How secure is storing salts along with hashed pass

2019-03-19 03:14发布

问题:

If you had looked at table schema of asp.net membership system they store the hash of raw password along with salt used to produce it. see the schema below,

dbo.aspnet_Membership

ApplicationId
UserId
Password
PasswordFormat
PasswordSalt
MobilePIN
Email
. . .
  • If a attacker gets hold of the datbase isn't it easier for him to crack open the raw password from the salt and hashed password?

  • After looking into some records it seems a new salt is generated for each password. What is significance of this?

  • Would you recommend such a approach, or hard-code constant salt in the code

Related

Are salts useless for security if the attacker knows them?

回答1:

For the specifics of ASP.NET password/hash/salt storage see for example http://msdn.microsoft.com/en-us/library/aa478949.aspx

An attacker is "allowed" to know the salt - your security must be designed in a way that even with the knowledge of the salt it is still secure.

What does the salt do ?

Salt aids in defending against brute-force attacks using pre-computed "rainbow-tables".
Salt makes brute-force much more expensive (in time/memory terms) for the attacker.
Calculating such a table is expensive and usually only done when it can be used for more than one attack/password.
IF you use the same salt for all password an attacker could pre-compute such a table and then brute-force your passwords into cleartext...
As long as you generate a new (best cryptogrpahically strong) random salt for every password you want to store the hash of there is no problem.

IF you want to strengthen the security further
You could calculate the hash several times over (hash the hash etc.) - this doesn't cost you much but it makes a brute-force attack / calculating "rainbow-tables" even more expensive... please don't invent yourself - there are proven standard methods to do so, see for example http://en.wikipedia.org/wiki/PBKDF2 and http://msdn.microsoft.com/en-us/library/system.security.cryptography.rfc2898derivebytes.aspx

NOTE:

Using such a mechanism is these days mandatrory since "CPU time" (usable for attacks like rainbow tables/brute force etc.) is getting more and more widely available (see for example the fact that Amazon's Cloud service is among the top 50 of fastest supercomuters worldwide and can be used by anyone for a comparatively small amount)!



回答2:

The goal of salts is to slow down, not prevent outright, the possibility of hacking your database. But it slows the hacker down considerably! From a mere few seconds to, depending on the algorithm, length of salt, and other facters, hours, months, or universe lifespans.

That said, you must store salts with salted passwords, otherwise it is impossible to verify the passwoards after the fact.

There are a few things you can do to make the whole thing more secure:

  1. Never use the same salt. It should be different for each password
  2. Use a long salt. An GUID is generally a popular option. I usually generate them by getting the MD5 hash for a random number
  3. If you want, you can run your hashing algorithm more than once. This lengthens the time it takes to brute force a password.


回答3:

I wouldn't use MD5 SHA1 is much safer. But to be honest, if you know anything about security and cryptography, these are one way functions. So mostely no one will lose so much of his time attacking something that won't give him some money :D. If you think that you aren't safe with this use RSA, but use very-verya-very long number as key.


#### Your objective:
Set the pictures aside and transcribe exactly the lines from the one containing "Parse this screenshot: output" through the final line of the records.
Dataset excerpts Start Marker
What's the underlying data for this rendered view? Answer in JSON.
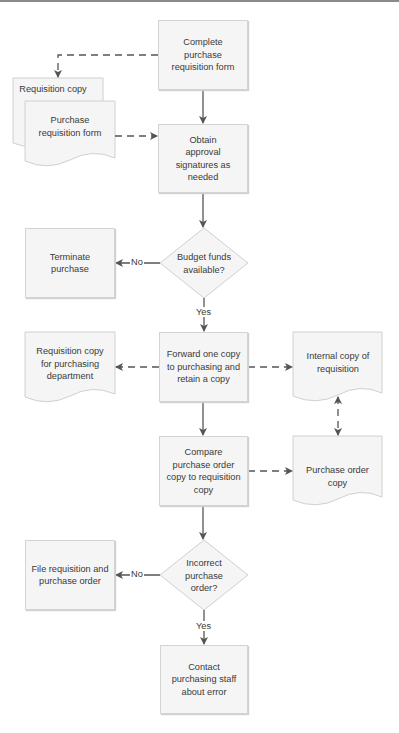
{
  "diagram": {
    "type": "flowchart",
    "nodes": {
      "complete_form": "Complete purchase requisition form",
      "requisition_copy": "Requisition copy",
      "purchase_req_form": "Purchase requisition form",
      "obtain_approval": "Obtain approval signatures as needed",
      "budget_decision": "Budget funds available?",
      "terminate": "Terminate purchase",
      "forward_copy": "Forward one copy to purchasing and retain a copy",
      "req_copy_purchasing": "Requisition copy for purchasing department",
      "internal_copy": "Internal copy of requisition",
      "compare": "Compare purchase order copy to requisition copy",
      "po_copy": "Purchase order copy",
      "incorrect_decision": "Incorrect purchase order?",
      "file": "File requisition and purchase order",
      "contact": "Contact purchasing staff about error"
    },
    "edge_labels": {
      "budget_no": "No",
      "budget_yes": "Yes",
      "incorrect_no": "No",
      "incorrect_yes": "Yes"
    },
    "edges": [
      {
        "from": "complete_form",
        "to": "obtain_approval",
        "style": "solid"
      },
      {
        "from": "complete_form",
        "to": "requisition_copy",
        "style": "dashed"
      },
      {
        "from": "purchase_req_form",
        "to": "obtain_approval",
        "style": "dashed"
      },
      {
        "from": "obtain_approval",
        "to": "budget_decision",
        "style": "solid"
      },
      {
        "from": "budget_decision",
        "to": "terminate",
        "style": "solid",
        "label": "No"
      },
      {
        "from": "budget_decision",
        "to": "forward_copy",
        "style": "solid",
        "label": "Yes"
      },
      {
        "from": "forward_copy",
        "to": "req_copy_purchasing",
        "style": "dashed"
      },
      {
        "from": "forward_copy",
        "to": "internal_copy",
        "style": "dashed"
      },
      {
        "from": "forward_copy",
        "to": "compare",
        "style": "solid"
      },
      {
        "from": "compare",
        "to": "po_copy",
        "style": "dashed"
      },
      {
        "from": "internal_copy",
        "to": "po_copy",
        "style": "dashed",
        "bidirectional": true
      },
      {
        "from": "compare",
        "to": "incorrect_decision",
        "style": "solid"
      },
      {
        "from": "incorrect_decision",
        "to": "file",
        "style": "solid",
        "label": "No"
      },
      {
        "from": "incorrect_decision",
        "to": "contact",
        "style": "solid",
        "label": "Yes"
      }
    ]
  },
  "colors": {
    "box_fill": "#f5f5f5",
    "box_border": "#d4d4d4",
    "line": "#555555",
    "text": "#3a3a3a"
  }
}
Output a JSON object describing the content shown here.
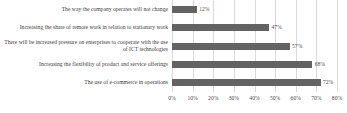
{
  "chart_data": {
    "type": "bar",
    "orientation": "horizontal",
    "title": "",
    "subtitle": "",
    "xlabel": "",
    "ylabel": "",
    "xlim": [
      0,
      80
    ],
    "grid": true,
    "legend": false,
    "legend_position": "none",
    "bar_color": "#636363",
    "gridline_color": "#d9d9d9",
    "text_color": "#3b3b3b",
    "value_suffix": "%",
    "categories": [
      "The way the company operates will not change",
      "Increasing the share of remote work in relation to stationary work",
      "There will be increased pressure on enterprises to cooperate with the use of ICT technologies",
      "Increasing the flexibility of product and service offerings",
      "The use of e-commerce in operations"
    ],
    "values": [
      12,
      47,
      57,
      68,
      72
    ],
    "data_labels": [
      "12%",
      "47%",
      "57%",
      "68%",
      "72%"
    ],
    "xticks": [
      0,
      10,
      20,
      30,
      40,
      50,
      60,
      70,
      80
    ],
    "xtick_labels": [
      "0%",
      "10%",
      "20%",
      "30%",
      "40%",
      "50%",
      "60%",
      "70%",
      "80%"
    ]
  }
}
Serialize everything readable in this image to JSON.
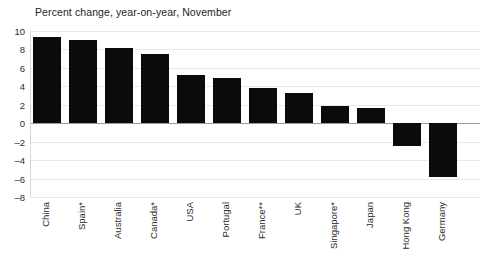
{
  "chart_data": {
    "type": "bar",
    "title": "Percent change, year-on-year, November",
    "xlabel": "",
    "ylabel": "",
    "ylim": [
      -8,
      10
    ],
    "ytick_step": 2,
    "yticks": [
      "10",
      "8",
      "6",
      "4",
      "2",
      "0",
      "–2",
      "–4",
      "–6",
      "–8"
    ],
    "ytick_values": [
      10,
      8,
      6,
      4,
      2,
      0,
      -2,
      -4,
      -6,
      -8
    ],
    "grid": true,
    "legend": "none",
    "bar_color": "#0b0b0b",
    "categories": [
      "China",
      "Spain*",
      "Australia",
      "Canada*",
      "USA",
      "Portugal",
      "France**",
      "UK",
      "Singapore*",
      "Japan",
      "Hong Kong",
      "Germany"
    ],
    "values": [
      9.3,
      9.0,
      8.2,
      7.5,
      5.2,
      4.9,
      3.8,
      3.3,
      1.9,
      1.6,
      -2.5,
      -5.8
    ]
  }
}
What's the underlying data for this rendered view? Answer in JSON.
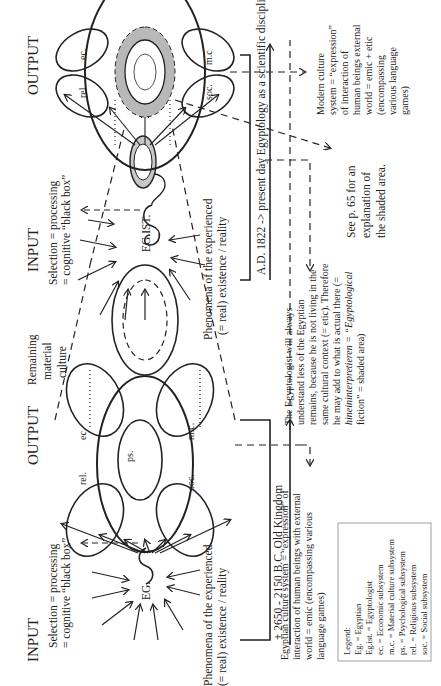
{
  "figure": {
    "orientation": "rotated-90-ccw",
    "labels": {
      "input_1": "INPUT",
      "output_1": "OUTPUT",
      "input_2": "INPUT",
      "output_2": "OUTPUT",
      "selection_1a": "Selection = processing",
      "selection_1b": "= cognitive “black box”",
      "selection_2a": "Selection = processing",
      "selection_2b": "= cognitive “black box”",
      "phenomena_1a": "Phenomena  of the experienced",
      "phenomena_1b": "(= real) existence / reality",
      "phenomena_2a": "Phenomena of the experienced",
      "phenomena_2b": "(= real) existence / reality",
      "eg": "EG.",
      "egist": "EG.IST.",
      "remaining_a": "Remaining",
      "remaining_b": "material",
      "remaining_c": "culture",
      "old_kingdom": "± 2650 - 2150 B.C. Old Kingdom",
      "present_day": "A.D. 1822 -> present day Egyptology as a scientific discipline"
    },
    "subsystems_1": {
      "rel": "rel.",
      "ec": "ec.",
      "ps": "ps.",
      "mc": "m.c.",
      "soc": "soc."
    },
    "subsystems_2": {
      "rel": "rel.",
      "ec": "ec.",
      "mc": "m.c",
      "soc": "soc."
    },
    "egyptian_culture": [
      "Egyptian culture system = “expression” of",
      "interaction of human beings with external",
      "world = emic (encompassing various",
      "language games)"
    ],
    "egyptologist_note": [
      "The Egyptologist will always",
      "understand less of the Egyptian",
      "remains, because he is not living in the",
      "same cultural context (= etic). Therefore",
      "he may add to what is actual there (=",
      "hineininterpretieren = “Egyptological",
      "fiction” = shaded area)"
    ],
    "see_page": [
      "See p. 65 for an",
      "explanation of",
      "the shaded area."
    ],
    "modern_culture": [
      "Modern culture",
      "system = “expression”",
      "of interaction of",
      "human beings external",
      "world = emic + etic",
      "(encompassing",
      "various language",
      "games)"
    ],
    "legend": {
      "title": "Legend:",
      "items": [
        "Eg. = Egyptian",
        "Eg.ist. = Egyptologist",
        "ec. = Economic subsystem",
        "m.c. = Material culture subsystem",
        "ps. = Psychological subsystem",
        "rel. = Religious subsystem",
        "soc. = Social subsystem"
      ]
    },
    "colors": {
      "ink": "#222222",
      "shade": "#b8b8b8",
      "light_shade": "#d8d8d8"
    }
  }
}
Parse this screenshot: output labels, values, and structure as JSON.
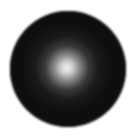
{
  "image": {
    "description": "Dark sphere with soft bright radial highlight",
    "background_color": "#ffffff",
    "sphere_color": "#0e0e0e",
    "highlight_color": "#f4f4f4",
    "mid_color": "#3a3a3a"
  }
}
Dataset excerpts End Marker
#### Solved problem:
Parse this screenshot: output labels, values, and structure as JSON.
{
  "image": {
    "description": "Dark sphere with soft bright radial highlight",
    "background_color": "#ffffff",
    "sphere_color": "#0e0e0e",
    "highlight_color": "#f4f4f4",
    "mid_color": "#3a3a3a"
  }
}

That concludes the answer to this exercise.